May 01, 2008
Mama loved to read. Although she was busy running our household, sewing our clothes, and attending adult education courses, she always set aside time to read to us from her carefully chosen poems by famous Yiddish poets and stories by Yiddish writers. I can still recall one of her favorite love poems. Loosely translated, it reads,
How handsome is my beloved.
His love is so tender and warm
I did not know this
He told me with each kiss
An angel in heaven is born!
Actually, this poem is more lyrical in Yiddish. Leo Rosten once said that translating the Yiddish into English is like kissing a lovely woman through a veil.
My sister and I always asked Mama to repeat our favorite story by Jacob Adler whose pen name was B. Kovner. It was one of a series of stories about Yenta Telebenta published in The Forward.
Yenta was a common female name and it is said that it was derived from the word “gentile.” The name was Americanized and turned into Yetta. With time it was also used to describe a gossip, a shrew.
Mendel Telebenta was Yenta’s poor henpecked husband and he was rarely able to get a word in edgewise. Yenta was a busybody who schemed and plotted and talked incessantly. One morning, she awakened with a sore throat and a deep cough. Her forehead felt hot and her cheeks were flushed. Mendel summoned the doctor. (In those days, doctors made house calls.)
The doctor arrived and took her temperature with an oral thermometer. He told her to be quiet for five minutes while she held the thermometer under her tongue. This was the length of time doctors required for a reading. This was the first time Yenta and Mendel had seen a thermometer. Mendel could hardly believe his ears. Such heavenly peace and quiet he had not known since he first met Yenta. The unaccustomed silence was deafening. The doctor wrote one prescription for the fever and another for her cough and assured them that Yenta would be fine in a week.
Mendel grabbed the prescriptions and followed the doctor into the hallway and down the stairs to the street. He asked the doctor about this small glass instrument that had the power to keep Yenta quiet for five minutes.

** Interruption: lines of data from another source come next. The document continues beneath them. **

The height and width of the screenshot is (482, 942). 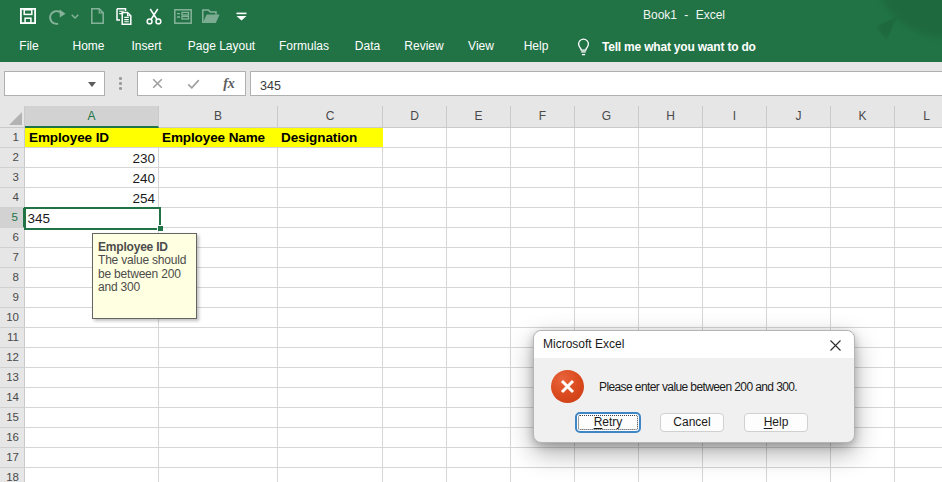 I want to click on formula-input: 345, so click(x=596, y=84).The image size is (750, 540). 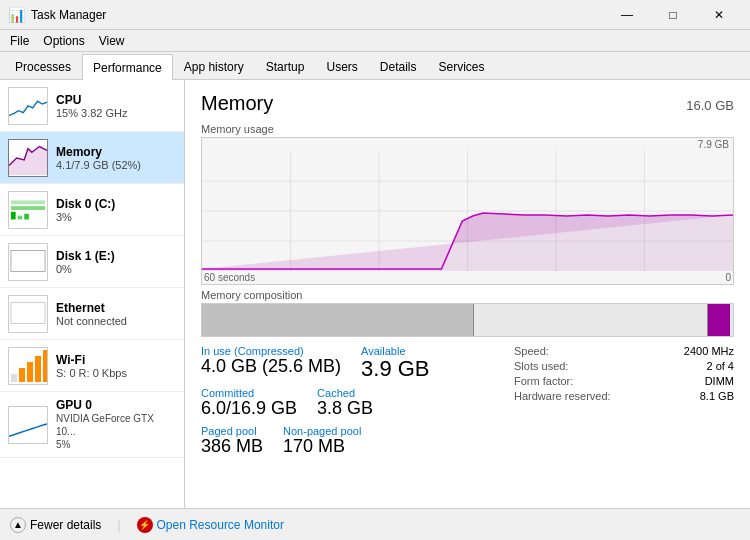 What do you see at coordinates (232, 441) in the screenshot?
I see `stat-paged: Paged pool 386 MB` at bounding box center [232, 441].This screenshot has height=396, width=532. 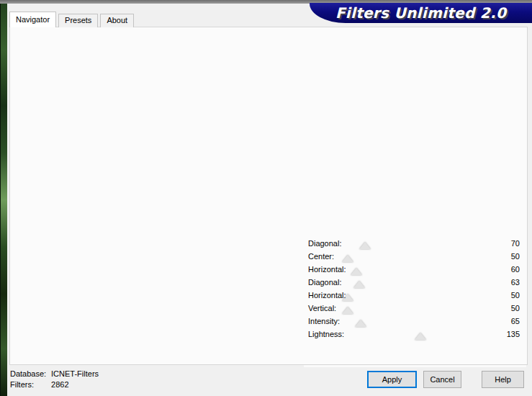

“Doctor,” he implored, “where can I buy this magic glass stick?” The doctor told him he could purchase it at the local pharmacy. Mendel ran all the way to the drug store, gave the clerk the prescriptions, and purchased the thermometer.
From that day on, Mendel was a most solicitous husband, taking Yenta’s temperature whenever he wanted some quiet. He convinced her that it was good for her throat. In this way, he saved his hearing and probably prolonged his life.
Lillian Bressman, author of Tales of Mama and Other Reminiscences and a frequent contributor to NJ Jewish News, lives in Palm Beach, Fla.